Devs are gonna LOVE having to optimise games for all those different Xbox devices...
Expect poorly optimised games on all of them.
You haven't been paying attention. All those variants would be running Magnus AT2. And maybe Medusa Point AT3 for the lower SKU.
Devs will only need to target one or two profiles. Maybe three max. Up to 1080/120, 1440/120, and 4k/120.
But the baseline to optimize toward is Magnus AT2 built by MS, aka Xbox Prime. OEMs building higher spec SKUs would still be using the same APU, just more storage, ram, or higher clocking with better cooling. Same with Xbox PCs, they will use Magnus AT2 also. And if any Xbox PCs use AT1 or AT0, that just means the AT2 optimized games would perform more smoother on more powerful hardware.
That's the entire point of using the same Magnus APUs across the board, only thing devs need to build toward.
I never said "full windows". There is no need for that on a console. But you have answered the need for virtualization yourself. In order to make quick resume seamlessly work for PC games, a hypervisor driven approach seems to make the most sense from a security, abstraction and ease of management standpoint. In any case, we are both speculating here and won't know until MS reveals what is it that they are really making. So I'll leave it there.
Ok, I see what your saying but I guess that's where we disagree. I don't think PC unpackaged games will get Quick Resume. That will likely remain a benefit of native Xbox ecosystem games.
MS will want to run the PC games securely regardless, to prevent piracy. Best way to do that is to remove Desktop mode, and file system access.

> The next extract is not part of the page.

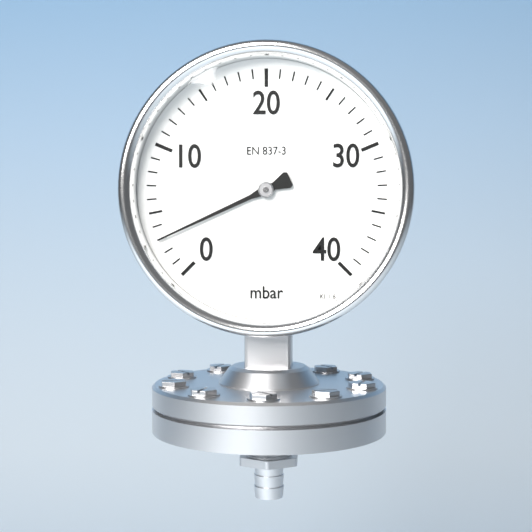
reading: 3 mbar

Secondly, run all those games in a secure container that could be wiped/reset easily.
Containerization is MS preferred way to secure things. XDK created Xbox One games were put into the XVC container (Xbox virtual container).
UWP was naturally sandboxed via the appX container. GDK and GDKX containerize games via MSIXVC. And MSIX containerizes other Win32 apps on MS Store.
xCloud runs on Kubernetes containers, running Series S profiles on custom Series X server blades.
MS plan with Windows 10X for the cancelled Surface Neo was to run three types of containers, appX, MSIX, and a large universal container for all unpackaged Win32 apps. Those principles were all added to Windows 11, before UWP was deprecated.
My point is, think containers, not virtualization of unpackaged Win32 games.
And yes, we're all speculating here. But I do think even the Consoles will run full windows, Magnus seems to have three CPU cores dedicated to OS. A converged Windows 12/Xbox OS would likely be provided to the OEMs to run on the entire Xbox family of devices, the full platform. But features unlock based on form factor.
I expect desktop mode, filesystem access to be blocked for consoles, and odds are only the consoles get the Xbox OS shell. The full windows would be extremely locked down on consoles and lie dormant until invoked. The PC games would run inside a large container. They may do separate containers for each storefront or just one big container for all PC stores.
No containers on Xbox PCs, and Console BC/FC delivered via Smart Delivery. Let's see how things play out.